To support our tricks is transferable to other dataset, we train a ResNet-50-D model on MIT Places365 dataset with and without the refinements. Results are reported in Table 7. We see the refinements improve the top-5 accuracy consistently on both the validation and test set.
6. Transfer Learning:
Transfer learning is one major down-streaming use case of trained image classification models. In this section, we will investigate if these improvements discussed so far can benefit transfer learning. In particular, we pick two important computer vision tasks, object detection and semantic segmentation, and evaluate their performance by varying base models.
6.1. Object Detection
The goal of object detection is to locate bounding boxes of objects in an image. We evaluate performance using PASCAL VOC [4]. Similar to Ren et al. [22], we use union set of VOC 2007 trainval and VOC 2012 trainval for training, and VOC 2007 test for evaluation, respectively. We train Faster-RCNN [22] on this dataset, with refinements from Detectron [5] such as linear warmup and long training schedule. The VGG-19 base model in Faster-RCNN is replaced with various pretrained models in the previous discussion. We keep other settings the same so the gain is solely from the base models.
Mean average precision (mAP) results are reported in Table 8. We can observe that a base model with a higher validation accuracy leads to a higher mAP for Faster-RNN in a consistent manner. In particular, the best base model with accuracy 79.29% on ImageNet leads to the best mAP at 81.33% on VOC, which outperforms the standard model by 4%.

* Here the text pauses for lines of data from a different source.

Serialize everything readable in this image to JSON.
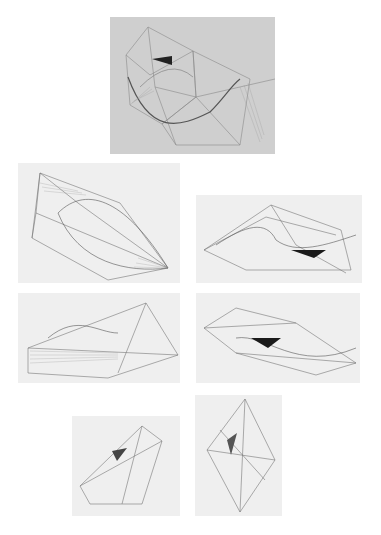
{
  "figure": {
    "panels": [
      {
        "id": "drawing-1",
        "label": "Pencil drawing of interlocking polyhedra with ruled surfaces and small dark triangle",
        "tone": "#cfcfcf"
      },
      {
        "id": "drawing-2",
        "label": "Wireframe construction with elongated ruled curve",
        "tone": "#efefef"
      },
      {
        "id": "drawing-3",
        "label": "Wireframe construction with black triangle",
        "tone": "#efefef"
      },
      {
        "id": "drawing-4",
        "label": "Wireframe construction with dense ruled surfaces",
        "tone": "#efefef"
      },
      {
        "id": "drawing-5",
        "label": "Wireframe construction with black triangle, elongated",
        "tone": "#efefef"
      },
      {
        "id": "drawing-6",
        "label": "Tilted wireframe construction with shaded surfaces",
        "tone": "#efefef"
      },
      {
        "id": "drawing-7",
        "label": "Vertical diamond-shaped wireframe construction",
        "tone": "#efefef"
      }
    ],
    "colors": {
      "background": "#ffffff",
      "line": "#6a6a6a",
      "dark_fill": "#1a1a1a"
    }
  }
}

6.2. Semantic Segmentation
In this section, we study how these improvement on base network would be transferable to semantic segmentation. We use Fully Convolutional Network (FCN) [17] as the baseline approach and evaluate it on the ADE20K [34] dataset. Following PSPNet [32] and Zhang et al. [31], we replace the base network with various pre-trained models discussed in previous sections and apply dilation network strategy [2, 29] on stage-3 and stage-4. A fully convolutional decoder is built on top of the base network to make the final prediction. We follow the practice in Zhang [31] to choose training hyper-parameters.
Both pixel accuracy (pixAcc) and mean intersection over union (mIoU) are reported in Table 9. In contradiction to our results on object detection, the base network trained with cosine learning rate schedule effectively improves the performance of the FCN, while other refinements provide inferior results. A potential explanation to the phenomenon is that semantic segmentation provides dense prediction in the pixel level. While models trained with label smoothing, distillation and mixup favor soften labels, blurred pixellevel information and degrade overall pixel-level accuracy.
7. Conclusion:
In this paper, we survey a dozen tricks to train deep convolutional neural networks to improve model accuracy. These tricks introduce minor modifications to the model architecture, data preprocessing, loss function, and learning rate schedule. Our empirical results on ResNet-50, Inception-V3 and MobileNet indicate that these tricks improve model accuracy consistently. More excitingly, stacking all of them together leads to a significantly higher accuracy. In addition, these improved pre-trained models show strong advantages in transfer learning, which improve both object detection and semantic segmentation. We believe the benefits can extend to broader domains where classification base models are favored.